The envelope, please…
Herewith, the results of the pseudo-aria contest. Though, really, since I couldn’t pick any one entry, it’s more like the caucus-race in Alice in Wonderland, in which everybody has won, and all must have prizes. Anyway, the winners are:
- “Come vergine”: simile aria from a baroque opera by Handel, in which the hero (countertenor) compares his besieged city to a chaste vestal virgin. (From a certain Madonna song title suggested by Bane.)
- “In punta di piedi va il cane”: cheerful (but dramatic-irony-laden) baritone aria from long-lost Verdi opera, accompanied by an offstage hunting horn. (Rana‘s suggestion: “A dog walks on tiptoe.”)
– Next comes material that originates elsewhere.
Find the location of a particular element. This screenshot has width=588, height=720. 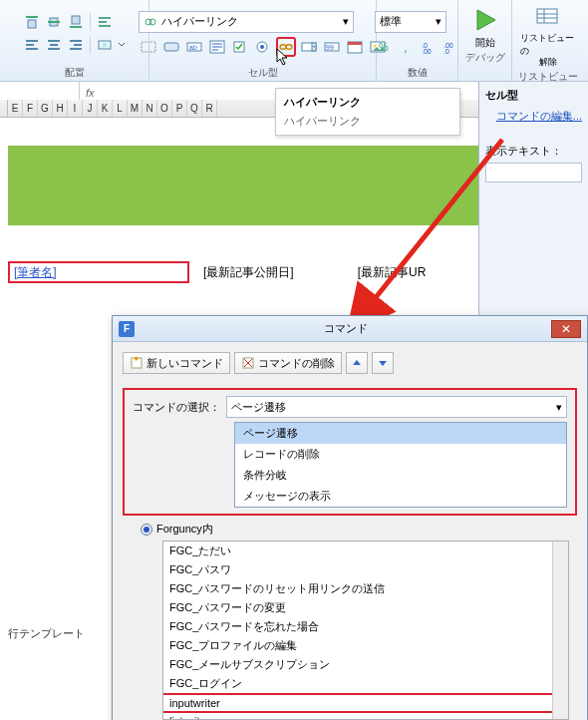

ct-check-icon is located at coordinates (240, 47).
- “La gallina fa le uova”: mock folk song by Donizetti. An outtake from L’Elisir d’Amore. (Also from Rana: “the chicken, she is laying.”)
Some of the results sounded more like titles of entire operas, e.g.:
- Le Cisaillement des Arbres Grotesques: allegorical one-act opera by Ravel from around the time he composed L’enfant et les Sortilèges. Or, alternatively, by Stravinsky. (From MisterBS: “The pruning of the misshapen trees.”)
- Il Serpente al Cuore Freddo: very early Mozart; serpent motif foreshadows giant snake in Die Zauberflöte. (Another of Bane’s 80s song-title suggestions: “Cold-Hearted Snake.”)
- L’accumulatrice di Filo: opera buffa by Rossini, in which the plucky heroine’s skill at fiber-crafts saves the day; musicologists note its comic rewriting of the Penelope and Ulysses myth. (From Heather: “She who hoards yarn.”)
Thanks to everyone who contributed random phrases and titles. Comfits and thimbles for everyone all round!
🙂
(Masterful invocation of the caucus race, btw!)
Alice in Wonderland and Through the Looking Glass are among the best quotation-sources ever.